What does it mean to engage students with difficult, traumatic, messy and complex histories of the British empire and the two world wars? How can we engage with the ‘un-commemorated’, whose names have not appeared on the memorial landscape? Anna Maguire and Diya Gupta reflect on their experiences teaching histories of the ‘un-commemorated’ in empire and war.
Tag: British empire
Bloody Sunday, 50 Years On
To mark the 50th anniversary of Bloody Sunday, Maggie Scull reflects on how the tragedy continues to shape the future of Northern Ireland.
Shared Heritage
In our series on ‘Radical History after Brexit’, Matt Stallard of the Legacies of British Slavery project reflects on the ongoing politicisation of heritage.
The Fifth Pan-African Congress, 1945: A Landmark Moment in British Radical History
In October 1945, delegates from across the world gathered in Chorlton-on-Medlock Town Hall, half a mile south of St Peter’s Field, to take part in the Fifth Pan-African Congress.
Taking Exception
In the second of a series on ‘Radical History after Brexit’, Charlotte Lydia Riley reflects on British exceptionalism, and asks how historians can work with it.
Mutiny: Hidden Histories of Black British Soldiers in WWI
The latest in our Power in the Telling feature introduces ‘MUTINY’, a new documentary looking at the British Caribbean experience of the First World War and its legacies, as revealed by the last surviving veterans of the British West Indies Regiment.
S2, E5: The Violence of Empire
How was violence essential to sustaining the British Empire, and why is teaching this imperative in today’s world? Listen to the latest episode History Workshop Podcast.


*Task requirements*: Give the data again word for word; drop the pictures.

Dataset records on visual material:
___

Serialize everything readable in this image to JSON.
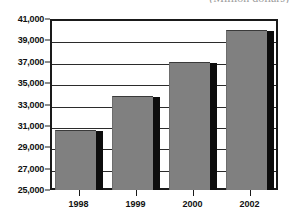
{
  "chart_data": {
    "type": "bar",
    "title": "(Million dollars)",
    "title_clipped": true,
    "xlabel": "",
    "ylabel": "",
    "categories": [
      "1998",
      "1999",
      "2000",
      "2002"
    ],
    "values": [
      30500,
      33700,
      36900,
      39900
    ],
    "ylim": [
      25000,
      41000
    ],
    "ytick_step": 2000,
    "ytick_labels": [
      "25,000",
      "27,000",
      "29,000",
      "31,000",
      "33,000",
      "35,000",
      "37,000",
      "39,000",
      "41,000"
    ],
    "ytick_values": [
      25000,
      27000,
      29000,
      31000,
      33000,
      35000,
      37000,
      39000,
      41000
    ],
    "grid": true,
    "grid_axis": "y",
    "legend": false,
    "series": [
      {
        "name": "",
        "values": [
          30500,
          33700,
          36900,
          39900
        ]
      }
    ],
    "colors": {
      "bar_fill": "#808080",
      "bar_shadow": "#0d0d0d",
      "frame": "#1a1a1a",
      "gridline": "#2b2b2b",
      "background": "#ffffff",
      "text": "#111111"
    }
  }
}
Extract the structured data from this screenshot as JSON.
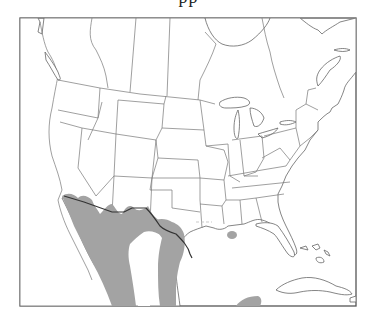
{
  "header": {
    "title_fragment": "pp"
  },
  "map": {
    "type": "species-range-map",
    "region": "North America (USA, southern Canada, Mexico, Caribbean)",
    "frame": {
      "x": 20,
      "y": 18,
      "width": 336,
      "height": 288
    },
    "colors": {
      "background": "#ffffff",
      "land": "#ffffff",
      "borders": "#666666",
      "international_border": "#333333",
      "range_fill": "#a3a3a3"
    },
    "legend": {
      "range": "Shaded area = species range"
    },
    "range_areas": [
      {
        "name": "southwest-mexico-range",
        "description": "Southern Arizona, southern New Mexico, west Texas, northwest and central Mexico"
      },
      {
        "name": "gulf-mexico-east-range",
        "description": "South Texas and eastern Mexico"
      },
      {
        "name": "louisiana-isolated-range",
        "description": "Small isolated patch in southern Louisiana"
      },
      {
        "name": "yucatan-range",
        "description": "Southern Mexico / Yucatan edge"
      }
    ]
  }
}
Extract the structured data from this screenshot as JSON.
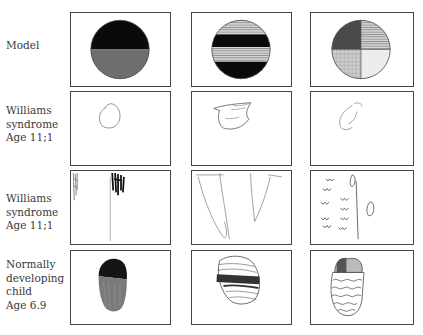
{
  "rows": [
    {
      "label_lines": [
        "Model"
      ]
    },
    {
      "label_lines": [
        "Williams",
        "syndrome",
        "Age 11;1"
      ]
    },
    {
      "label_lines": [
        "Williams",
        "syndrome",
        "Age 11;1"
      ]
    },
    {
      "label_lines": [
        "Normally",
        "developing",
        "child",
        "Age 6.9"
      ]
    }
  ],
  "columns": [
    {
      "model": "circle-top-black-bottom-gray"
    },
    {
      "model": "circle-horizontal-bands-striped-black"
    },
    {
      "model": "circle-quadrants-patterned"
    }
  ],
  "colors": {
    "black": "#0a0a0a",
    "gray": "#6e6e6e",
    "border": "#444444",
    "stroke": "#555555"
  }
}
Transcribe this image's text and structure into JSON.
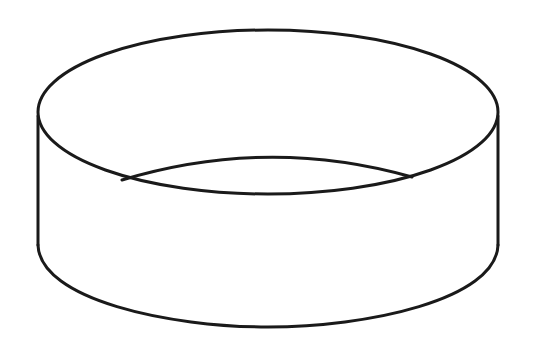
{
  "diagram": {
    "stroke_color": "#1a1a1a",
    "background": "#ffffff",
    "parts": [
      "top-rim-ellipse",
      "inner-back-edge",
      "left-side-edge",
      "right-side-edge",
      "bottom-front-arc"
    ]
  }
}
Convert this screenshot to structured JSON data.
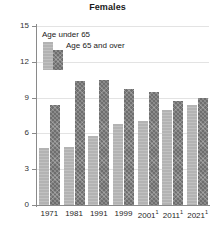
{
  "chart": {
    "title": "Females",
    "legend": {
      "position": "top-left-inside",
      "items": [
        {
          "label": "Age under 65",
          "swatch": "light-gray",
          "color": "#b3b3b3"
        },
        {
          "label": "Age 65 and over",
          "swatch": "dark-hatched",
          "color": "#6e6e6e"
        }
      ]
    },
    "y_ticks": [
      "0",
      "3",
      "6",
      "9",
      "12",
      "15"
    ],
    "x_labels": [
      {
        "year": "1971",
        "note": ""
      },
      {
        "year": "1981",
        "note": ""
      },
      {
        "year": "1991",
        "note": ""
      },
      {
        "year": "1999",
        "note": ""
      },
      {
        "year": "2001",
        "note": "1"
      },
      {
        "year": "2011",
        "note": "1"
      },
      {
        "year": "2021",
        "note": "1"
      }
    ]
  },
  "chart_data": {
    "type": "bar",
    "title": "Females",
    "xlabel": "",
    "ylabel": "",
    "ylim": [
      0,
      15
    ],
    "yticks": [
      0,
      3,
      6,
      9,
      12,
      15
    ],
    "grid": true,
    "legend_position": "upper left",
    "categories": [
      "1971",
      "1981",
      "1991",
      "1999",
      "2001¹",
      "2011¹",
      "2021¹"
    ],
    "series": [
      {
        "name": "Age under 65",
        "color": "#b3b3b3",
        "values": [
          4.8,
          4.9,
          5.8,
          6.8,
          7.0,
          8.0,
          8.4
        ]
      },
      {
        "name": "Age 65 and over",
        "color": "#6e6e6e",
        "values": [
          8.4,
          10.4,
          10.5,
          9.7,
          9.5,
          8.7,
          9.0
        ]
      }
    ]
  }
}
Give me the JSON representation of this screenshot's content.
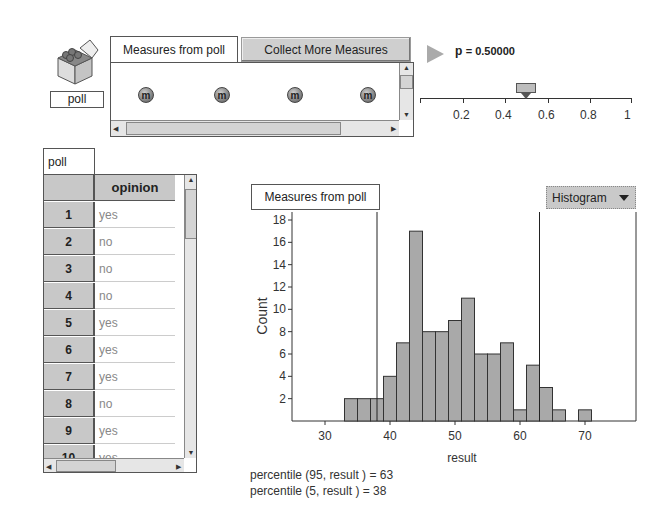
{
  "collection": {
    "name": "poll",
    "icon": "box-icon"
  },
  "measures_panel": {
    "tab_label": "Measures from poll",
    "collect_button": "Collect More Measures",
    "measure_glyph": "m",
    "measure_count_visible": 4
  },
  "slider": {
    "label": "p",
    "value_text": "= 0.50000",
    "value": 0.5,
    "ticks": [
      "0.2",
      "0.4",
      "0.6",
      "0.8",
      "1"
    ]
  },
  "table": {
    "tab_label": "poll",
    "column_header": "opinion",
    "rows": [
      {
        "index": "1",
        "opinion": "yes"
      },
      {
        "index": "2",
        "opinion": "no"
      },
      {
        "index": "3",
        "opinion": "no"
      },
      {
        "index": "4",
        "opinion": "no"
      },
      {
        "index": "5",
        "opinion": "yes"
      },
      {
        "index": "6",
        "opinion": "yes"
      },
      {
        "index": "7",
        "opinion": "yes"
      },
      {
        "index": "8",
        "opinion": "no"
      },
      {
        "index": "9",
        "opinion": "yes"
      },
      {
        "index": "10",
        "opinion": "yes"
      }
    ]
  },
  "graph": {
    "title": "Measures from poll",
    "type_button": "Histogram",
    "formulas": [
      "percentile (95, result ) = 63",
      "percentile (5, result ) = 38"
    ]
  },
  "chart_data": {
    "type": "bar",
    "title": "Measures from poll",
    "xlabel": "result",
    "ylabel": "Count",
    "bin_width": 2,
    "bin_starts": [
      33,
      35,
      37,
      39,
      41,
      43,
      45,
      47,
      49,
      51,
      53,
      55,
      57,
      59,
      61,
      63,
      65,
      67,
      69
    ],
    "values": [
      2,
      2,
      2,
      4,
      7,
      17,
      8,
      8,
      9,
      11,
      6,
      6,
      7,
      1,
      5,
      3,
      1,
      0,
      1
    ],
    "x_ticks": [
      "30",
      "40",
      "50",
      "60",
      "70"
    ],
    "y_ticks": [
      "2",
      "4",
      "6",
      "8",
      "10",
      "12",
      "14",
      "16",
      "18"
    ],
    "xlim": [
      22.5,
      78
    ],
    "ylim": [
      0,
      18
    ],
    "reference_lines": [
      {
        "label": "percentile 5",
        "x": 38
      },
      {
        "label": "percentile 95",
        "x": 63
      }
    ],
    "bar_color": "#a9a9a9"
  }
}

___

*Output of the task*:
Serialize everything readable in this image to JSON.
{
  "chart_data": {
    "type": "bar",
    "title": "(Million dollars)",
    "title_clipped": true,
    "xlabel": "",
    "ylabel": "",
    "categories": [
      "1998",
      "1999",
      "2000",
      "2002"
    ],
    "values": [
      30500,
      33700,
      36900,
      39900
    ],
    "ylim": [
      25000,
      41000
    ],
    "ytick_step": 2000,
    "ytick_labels": [
      "25,000",
      "27,000",
      "29,000",
      "31,000",
      "33,000",
      "35,000",
      "37,000",
      "39,000",
      "41,000"
    ],
    "ytick_values": [
      25000,
      27000,
      29000,
      31000,
      33000,
      35000,
      37000,
      39000,
      41000
    ],
    "grid": true,
    "grid_axis": "y",
    "legend": false,
    "series": [
      {
        "name": "",
        "values": [
          30500,
          33700,
          36900,
          39900
        ]
      }
    ],
    "colors": {
      "bar_fill": "#808080",
      "bar_shadow": "#0d0d0d",
      "frame": "#1a1a1a",
      "gridline": "#2b2b2b",
      "background": "#ffffff",
      "text": "#111111"
    }
  }
}
Extract the structured data from this screenshot as JSON.
{
  "header": {
    "title_fragment": "pp"
  },
  "map": {
    "type": "species-range-map",
    "region": "North America (USA, southern Canada, Mexico, Caribbean)",
    "frame": {
      "x": 20,
      "y": 18,
      "width": 336,
      "height": 288
    },
    "colors": {
      "background": "#ffffff",
      "land": "#ffffff",
      "borders": "#666666",
      "international_border": "#333333",
      "range_fill": "#a3a3a3"
    },
    "legend": {
      "range": "Shaded area = species range"
    },
    "range_areas": [
      {
        "name": "southwest-mexico-range",
        "description": "Southern Arizona, southern New Mexico, west Texas, northwest and central Mexico"
      },
      {
        "name": "gulf-mexico-east-range",
        "description": "South Texas and eastern Mexico"
      },
      {
        "name": "louisiana-isolated-range",
        "description": "Small isolated patch in southern Louisiana"
      },
      {
        "name": "yucatan-range",
        "description": "Southern Mexico / Yucatan edge"
      }
    ]
  }
}
Extract the structured data from this screenshot as JSON.
{
  "rows": [
    {
      "label_lines": [
        "Model"
      ]
    },
    {
      "label_lines": [
        "Williams",
        "syndrome",
        "Age 11;1"
      ]
    },
    {
      "label_lines": [
        "Williams",
        "syndrome",
        "Age 11;1"
      ]
    },
    {
      "label_lines": [
        "Normally",
        "developing",
        "child",
        "Age 6.9"
      ]
    }
  ],
  "columns": [
    {
      "model": "circle-top-black-bottom-gray"
    },
    {
      "model": "circle-horizontal-bands-striped-black"
    },
    {
      "model": "circle-quadrants-patterned"
    }
  ],
  "colors": {
    "black": "#0a0a0a",
    "gray": "#6e6e6e",
    "border": "#444444",
    "stroke": "#555555"
  }
}
Transcribe this image's text and structure into JSON.
{
  "diagram": {
    "stroke_color": "#1a1a1a",
    "background": "#ffffff",
    "parts": [
      "top-rim-ellipse",
      "inner-back-edge",
      "left-side-edge",
      "right-side-edge",
      "bottom-front-arc"
    ]
  }
}
Convert this screenshot to structured JSON data.
{
  "chart": {
    "title": "Females",
    "legend": {
      "position": "top-left-inside",
      "items": [
        {
          "label": "Age under 65",
          "swatch": "light-gray",
          "color": "#b3b3b3"
        },
        {
          "label": "Age 65 and over",
          "swatch": "dark-hatched",
          "color": "#6e6e6e"
        }
      ]
    },
    "y_ticks": [
      "0",
      "3",
      "6",
      "9",
      "12",
      "15"
    ],
    "x_labels": [
      {
        "year": "1971",
        "note": ""
      },
      {
        "year": "1981",
        "note": ""
      },
      {
        "year": "1991",
        "note": ""
      },
      {
        "year": "1999",
        "note": ""
      },
      {
        "year": "2001",
        "note": "1"
      },
      {
        "year": "2011",
        "note": "1"
      },
      {
        "year": "2021",
        "note": "1"
      }
    ]
  },
  "chart_data": {
    "type": "bar",
    "title": "Females",
    "xlabel": "",
    "ylabel": "",
    "ylim": [
      0,
      15
    ],
    "yticks": [
      0,
      3,
      6,
      9,
      12,
      15
    ],
    "grid": true,
    "legend_position": "upper left",
    "categories": [
      "1971",
      "1981",
      "1991",
      "1999",
      "2001¹",
      "2011¹",
      "2021¹"
    ],
    "series": [
      {
        "name": "Age under 65",
        "color": "#b3b3b3",
        "values": [
          4.8,
          4.9,
          5.8,
          6.8,
          7.0,
          8.0,
          8.4
        ]
      },
      {
        "name": "Age 65 and over",
        "color": "#6e6e6e",
        "values": [
          8.4,
          10.4,
          10.5,
          9.7,
          9.5,
          8.7,
          9.0
        ]
      }
    ]
  }
}
Give me the JSON representation of this screenshot's content.
{
  "collection": {
    "name": "poll",
    "icon": "box-icon"
  },
  "measures_panel": {
    "tab_label": "Measures from poll",
    "collect_button": "Collect More Measures",
    "measure_glyph": "m",
    "measure_count_visible": 4
  },
  "slider": {
    "label": "p",
    "value_text": "= 0.50000",
    "value": 0.5,
    "ticks": [
      "0.2",
      "0.4",
      "0.6",
      "0.8",
      "1"
    ]
  },
  "table": {
    "tab_label": "poll",
    "column_header": "opinion",
    "rows": [
      {
        "index": "1",
        "opinion": "yes"
      },
      {
        "index": "2",
        "opinion": "no"
      },
      {
        "index": "3",
        "opinion": "no"
      },
      {
        "index": "4",
        "opinion": "no"
      },
      {
        "index": "5",
        "opinion": "yes"
      },
      {
        "index": "6",
        "opinion": "yes"
      },
      {
        "index": "7",
        "opinion": "yes"
      },
      {
        "index": "8",
        "opinion": "no"
      },
      {
        "index": "9",
        "opinion": "yes"
      },
      {
        "index": "10",
        "opinion": "yes"
      }
    ]
  },
  "graph": {
    "title": "Measures from poll",
    "type_button": "Histogram",
    "formulas": [
      "percentile (95, result ) = 63",
      "percentile (5, result ) = 38"
    ]
  },
  "chart_data": {
    "type": "bar",
    "title": "Measures from poll",
    "xlabel": "result",
    "ylabel": "Count",
    "bin_width": 2,
    "bin_starts": [
      33,
      35,
      37,
      39,
      41,
      43,
      45,
      47,
      49,
      51,
      53,
      55,
      57,
      59,
      61,
      63,
      65,
      67,
      69
    ],
    "values": [
      2,
      2,
      2,
      4,
      7,
      17,
      8,
      8,
      9,
      11,
      6,
      6,
      7,
      1,
      5,
      3,
      1,
      0,
      1
    ],
    "x_ticks": [
      "30",
      "40",
      "50",
      "60",
      "70"
    ],
    "y_ticks": [
      "2",
      "4",
      "6",
      "8",
      "10",
      "12",
      "14",
      "16",
      "18"
    ],
    "xlim": [
      22.5,
      78
    ],
    "ylim": [
      0,
      18
    ],
    "reference_lines": [
      {
        "label": "percentile 5",
        "x": 38
      },
      {
        "label": "percentile 95",
        "x": 63
      }
    ],
    "bar_color": "#a9a9a9"
  }
}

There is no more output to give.